1. Am I me or just a copy?
I enter the Teletransporter. I have been to Mars before, but only by the old method, a space-ship journey taking several weeks. This machine will send me at the speed of light. I merely have to press the green button. Like others, I am nervous. Will it work?
– Derek Parfit, Reasons and Persons (1984)
Derek Parfit wasn’t the first to discuss the metaphysical perplexities surrounding teleportation, fission, fusion, and the like, but his discussions of them were often riveting. The passage above continues:
I remind myself what I have been told to expect. When I press the button, I shall lose consciousness, and then wake up at what seems a moment later. In fact I shall have been unconscious for about an hour. The Scanner here on Earth will destroy my brain and body, while recording the exact states of all of my cells. It will then transmit this information by radio. Travelling at the speed of light, the message will take three minutes to reach the Replicator on Mars. This will then create, out of new matter, a brain and body exactly like mine. It will be in this body that I shall wake up.
Though I believe that this is what will happen, I still hesitate. But then I remember seeing my wife grin when, at breakfast today, I revealed my nervousness. As she reminded me, she has been often teletransported, and there is nothing wrong with
her. I press the button. As predicted, I lose and seem at once to regain consciousness, but in a different cubicle. Examining my new body, I find no change at all. Even the cut on my upper lip, from this morning’s shave, is still there. (p. 199)
Can a person really be teleported to Mars, or anywhere else, in this way? The question is completely vexed. Assuming that the relevant physical procedures can be carried out, some philosophers are prepared to regard this as a genuine form of transport: the “fastest way of travelling,” as Parfit aptly puts it (p. 200). Others, however, consider this nothing so much as a way of killing oneself. These latter believe that the people who emerge from these “transporters” are not identical to the ones who entered but are just duplicates who look and act like them, and who unsuspectingly think they are them. The truth, they aver, is that the ones who entered
died the instant the machines destroyed their brains and bodies, and the ones who emerged are mere
copies.
It’s maddeningly unclear where the truth lies in this matter. Both parties to the controversy appear to have sensible arguments on their side and philosophers are completely divided on the issue.

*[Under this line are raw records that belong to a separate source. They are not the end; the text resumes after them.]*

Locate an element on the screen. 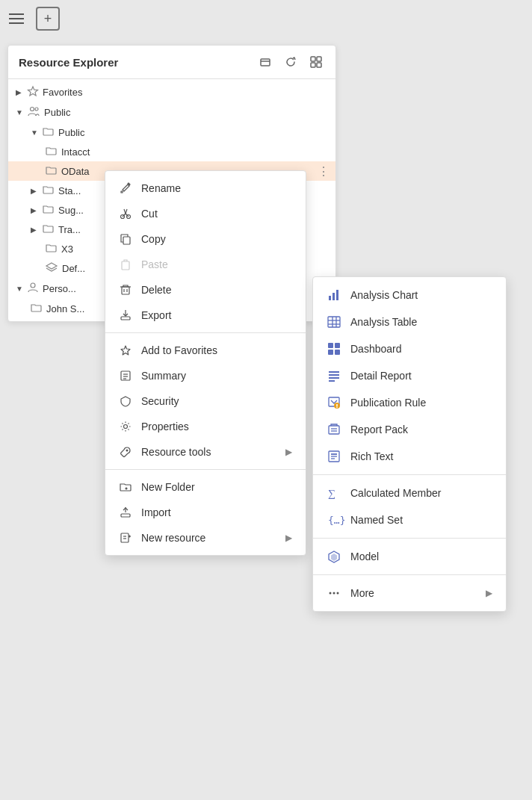  summary-icon is located at coordinates (126, 376).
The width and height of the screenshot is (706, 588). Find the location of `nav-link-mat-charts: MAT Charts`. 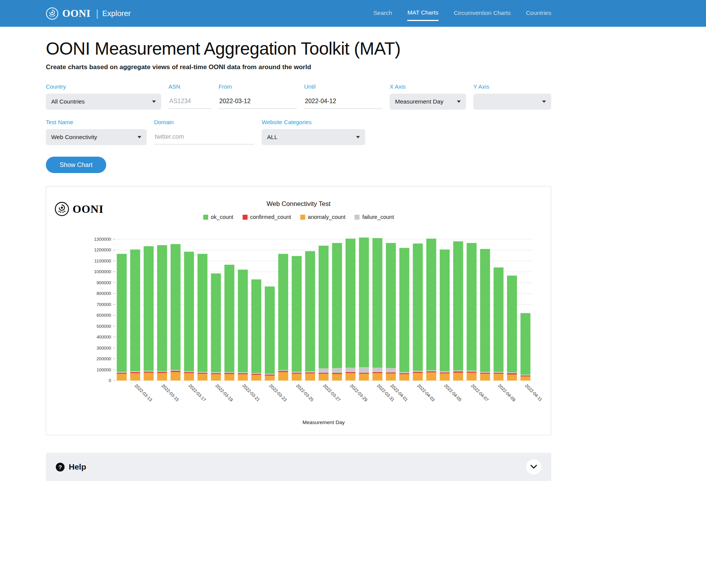

nav-link-mat-charts: MAT Charts is located at coordinates (423, 14).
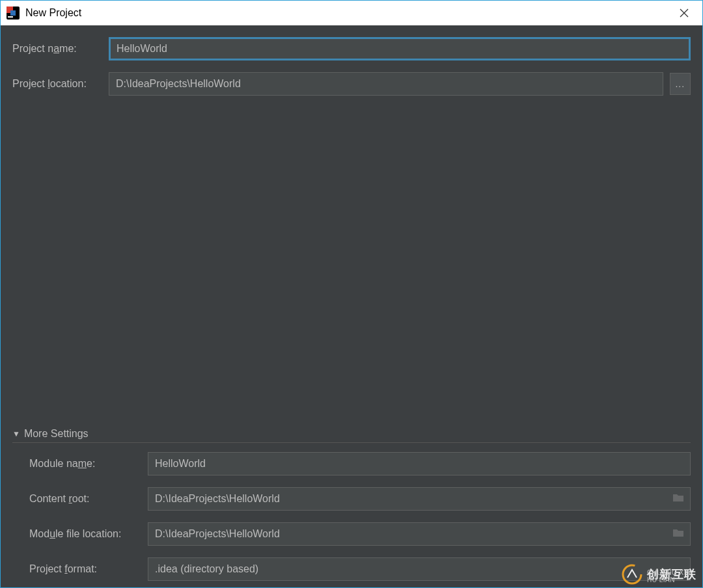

In what follows, I will assume that this impasse is familiar by way of background context. I don’t really plan on examining it here because there seems to be little prospect of settling the debate
a priori, which is how it is usually conducted. What I wish to consider instead is whether the controversy might be resolved
empirically. Assuming that I had one of these teleporters at my disposal, could I not simply try it out for myself and see if the thing worked? Suppose, in particular, that I get into the machine, press the button, and promptly find myself waking up on Mars, much as Parfit describes above. Would that prove, if only to my own satisfaction, that I had indeed been transported to Mars?
I don’t know of any discussion of this question in the literature, e.g., Parfit himself does not discuss it anywhere in his book. The question is more interesting than may at first appear. Thus, a natural first thought is that the answer is
no, since you wouldn’t be able to tell, should you awaken on Mars, whether you were real or copy, and thus whether the machine had worked or failed. So you’d be in no position to know that the machine had worked, even if it did. More generally, one might think that the reality (or otherwise) of teleportation cannot be established empirically any more than it can be established
a priori. I will examine this sort of thinking below, however, and suggest that it is not quite right. In particular, I will argue that, if teleportation really works, then, under certain conditions to be specified, you
can verify as much by trying a teleporter out for yourself. You’d find yourself waking up on Mars and you’d know that you were
you and that the machine had worked.